Bridge uses same key custody for >30% validators
A cross-chain & bridge factor in the v1.7.0 rubric. Measured per protocol on a s cadence.
Methodology how we score #
**What this measures** This factor checks whether more than 30% of bridge validators share a single key custodian — defined as a single cloud key management service, hardware vendor, or institutional custody provider holding keys on behalf of multiple validators. OSINT and bridge documentation are the primary assessment methods. This factor applies only to bridge-touching protocols; non-bridge protocols show this factor as N/A.

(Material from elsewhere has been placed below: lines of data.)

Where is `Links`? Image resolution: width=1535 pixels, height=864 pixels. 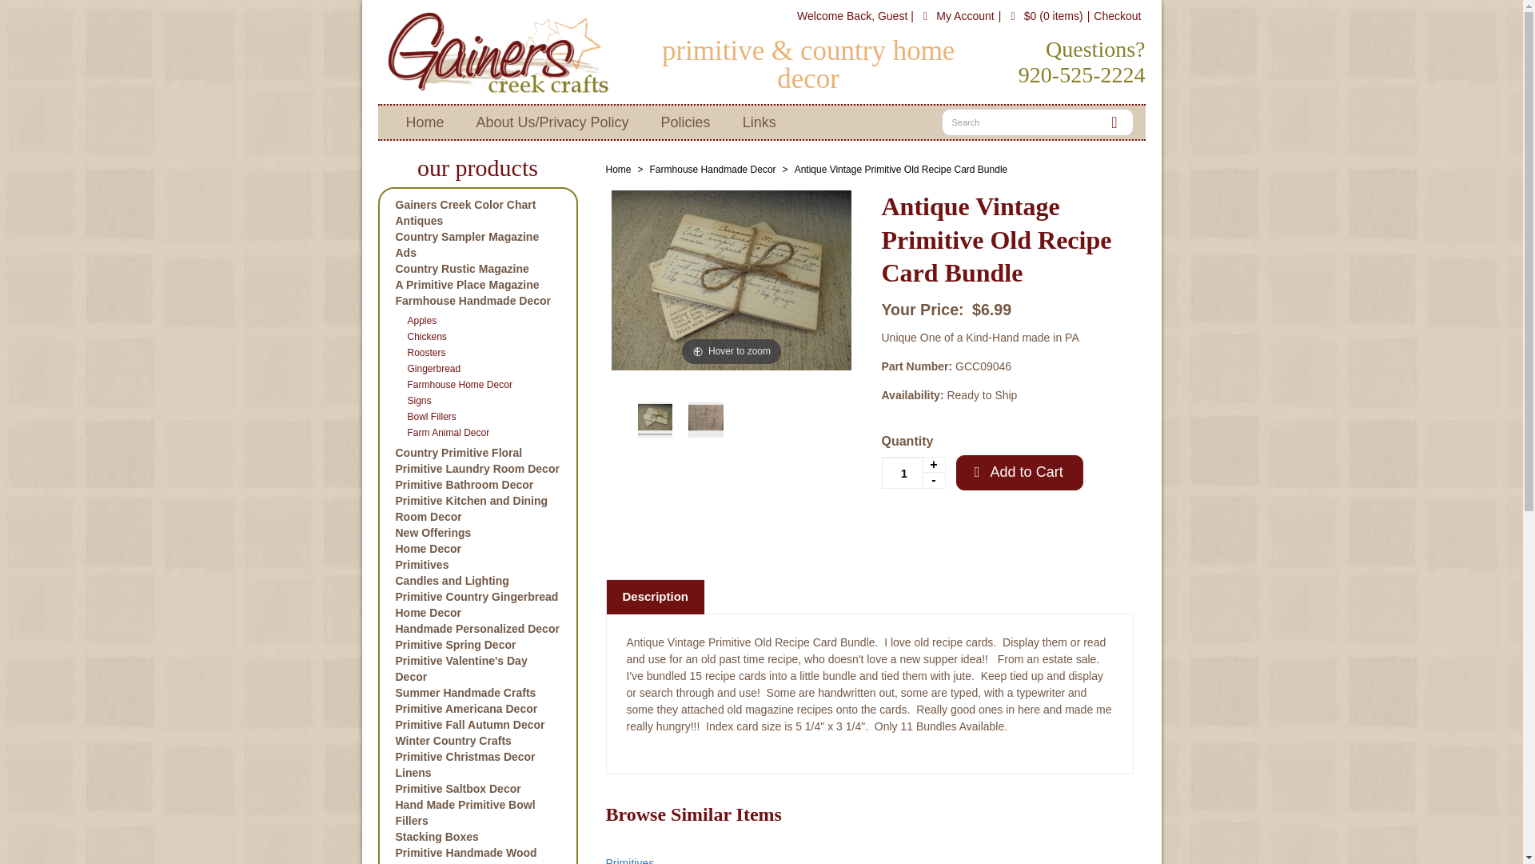
Links is located at coordinates (759, 122).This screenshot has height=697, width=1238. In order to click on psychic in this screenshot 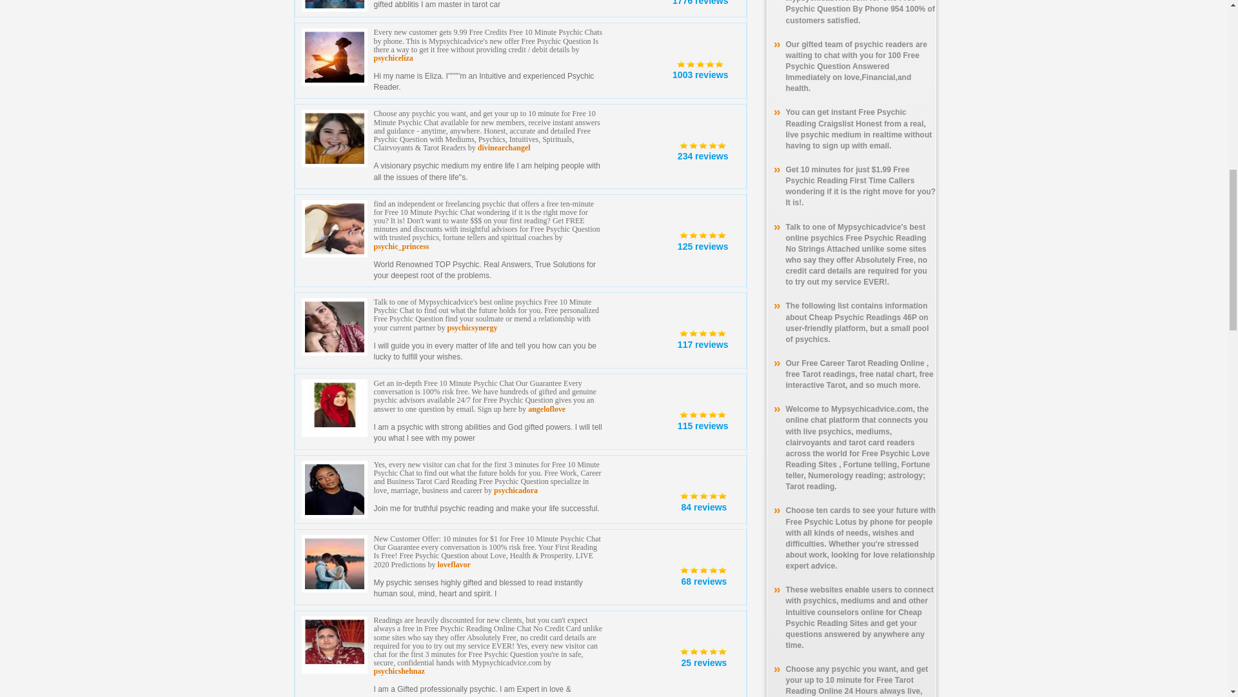, I will do `click(704, 495)`.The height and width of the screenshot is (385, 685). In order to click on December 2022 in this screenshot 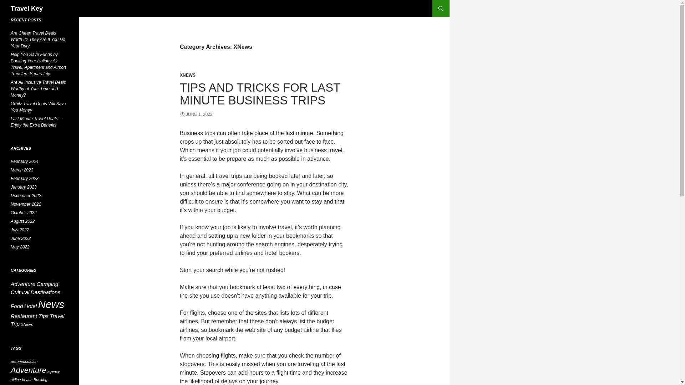, I will do `click(26, 196)`.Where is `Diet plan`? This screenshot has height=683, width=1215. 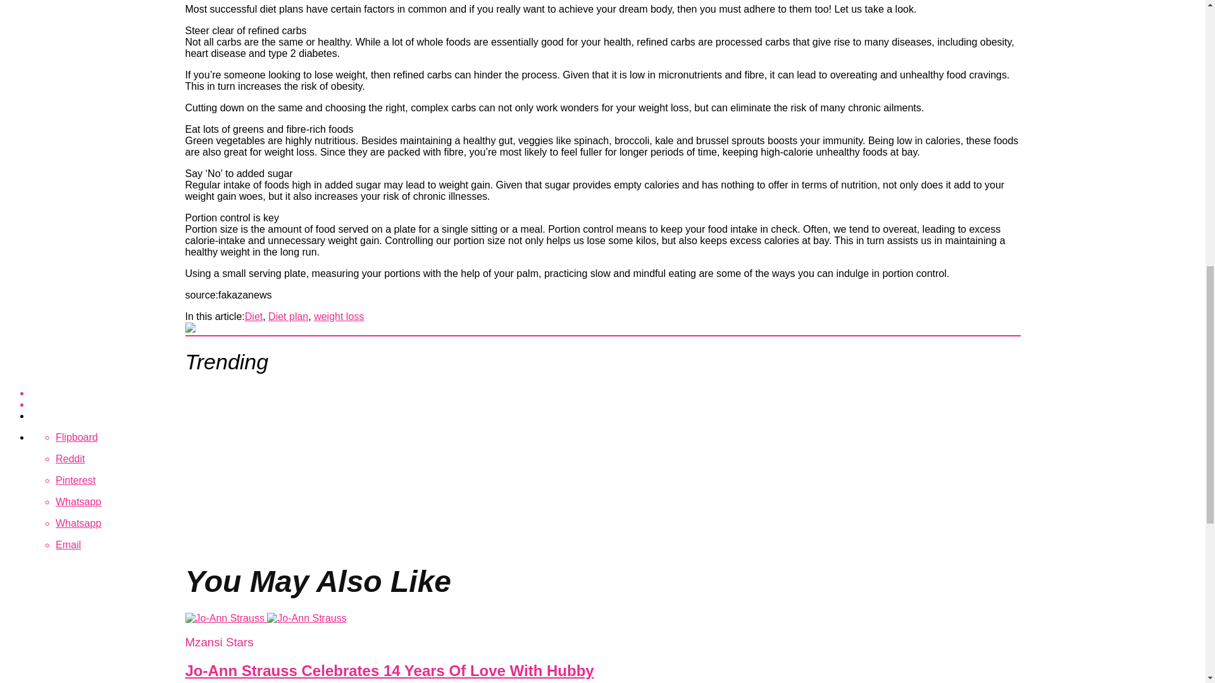
Diet plan is located at coordinates (288, 316). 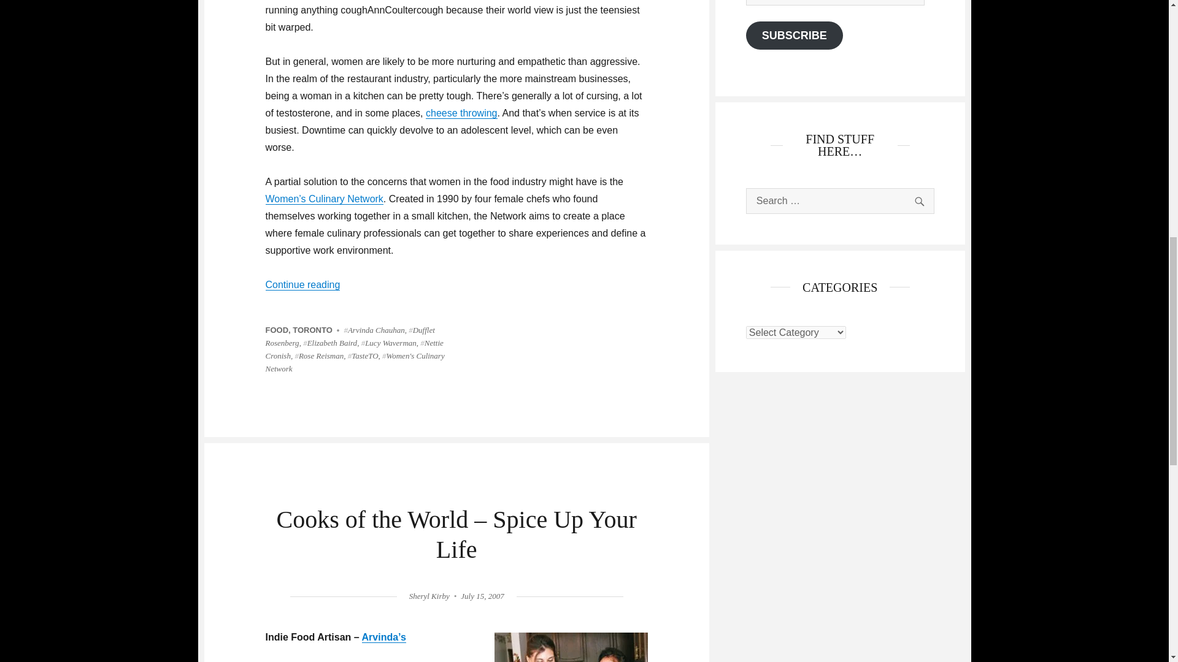 What do you see at coordinates (277, 330) in the screenshot?
I see `FOOD` at bounding box center [277, 330].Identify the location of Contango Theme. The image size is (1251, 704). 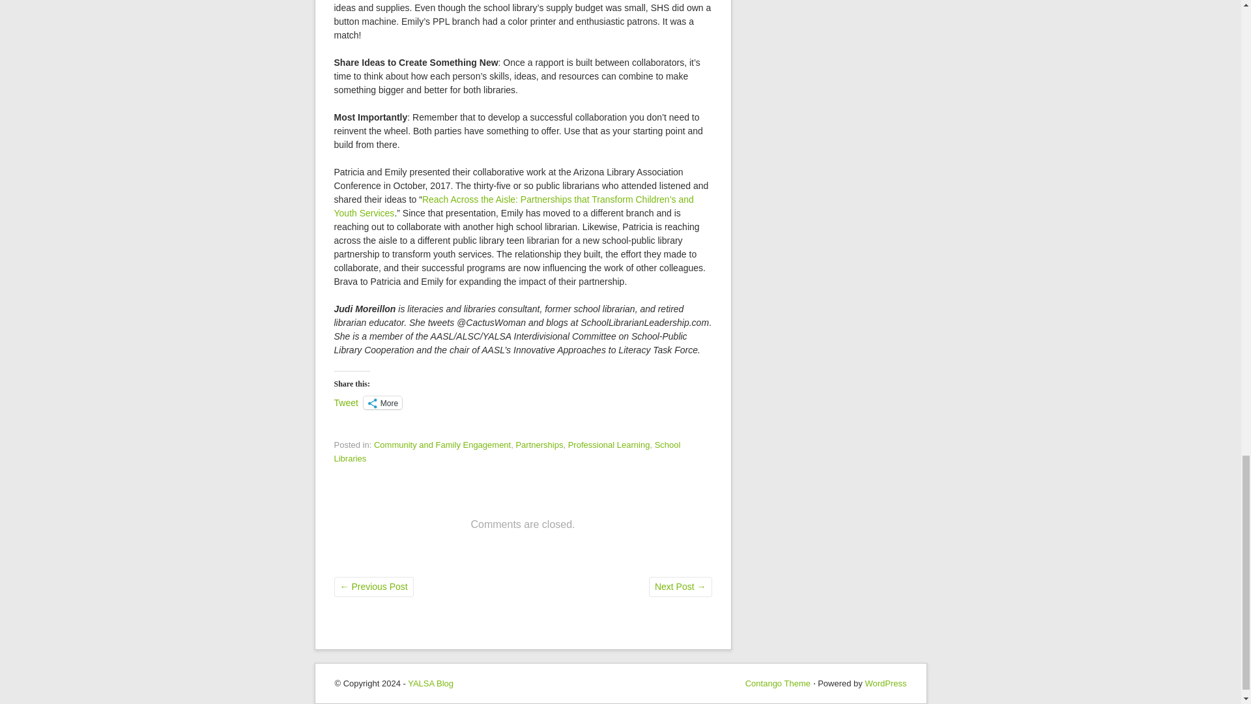
(778, 683).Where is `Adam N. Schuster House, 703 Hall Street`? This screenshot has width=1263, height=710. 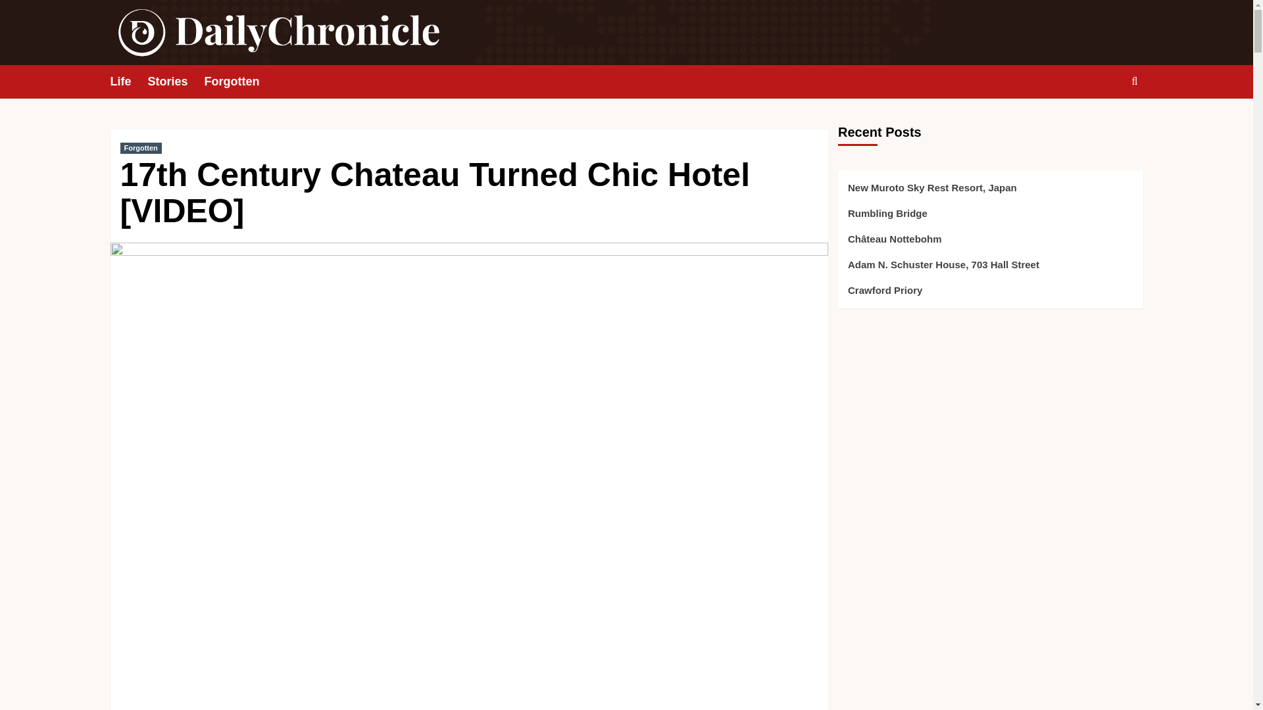
Adam N. Schuster House, 703 Hall Street is located at coordinates (990, 270).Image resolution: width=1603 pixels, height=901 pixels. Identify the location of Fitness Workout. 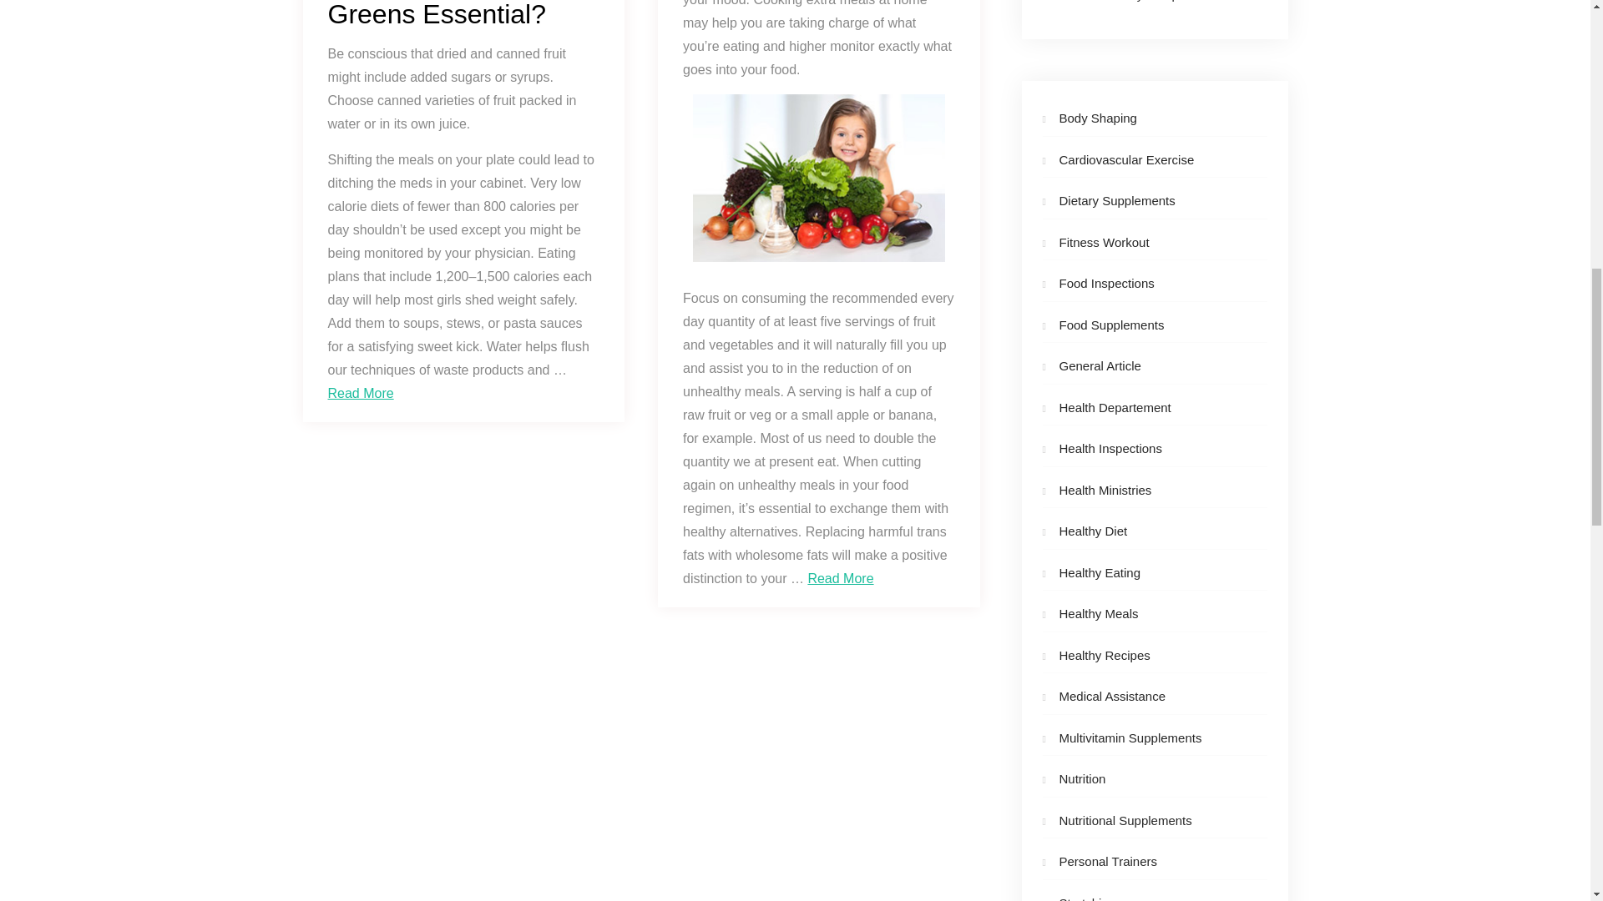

**Why it matters** Custodian concentration means that a single compromise event — a cloud KMS breach, a hardware wallet vendor supply-chain attack, or an institutional custody failure — can simultaneously compromise multiple validator keys. This converts a k-of-M multisig into a 1-of-1 institutional-custodian attack surface in the worst case. The T-01 evidence base links shared-custodian patterns to approximately 2 protocols in the hack database. Harmony Bridge's signer-set compromise was facilitated in part by operational proximity among the five signers, reducing the effective independence of each key.
**Green / Yellow / Red** Green is scored when no single custodian holds keys for more than 20% of the validator set and custody diversity is documented. Yellow is scored when a single custodian controls 20–30% of the validator set or when custody information is partially undocumented. Red is scored when a single custodian controls more than 30% of the validator set, or when a quorum of validators share a single custodian.
**Common gray cases** Gray is applied when custody arrangements cannot be determined from public documentation and OSINT cannot confidently identify custodian relationships.
**Notable historical examples** No cross-hacked incidents are currently linked in the database for this factor.
Measurement what to look for #
Determine whether >30% of bridge validators share a single key custodian.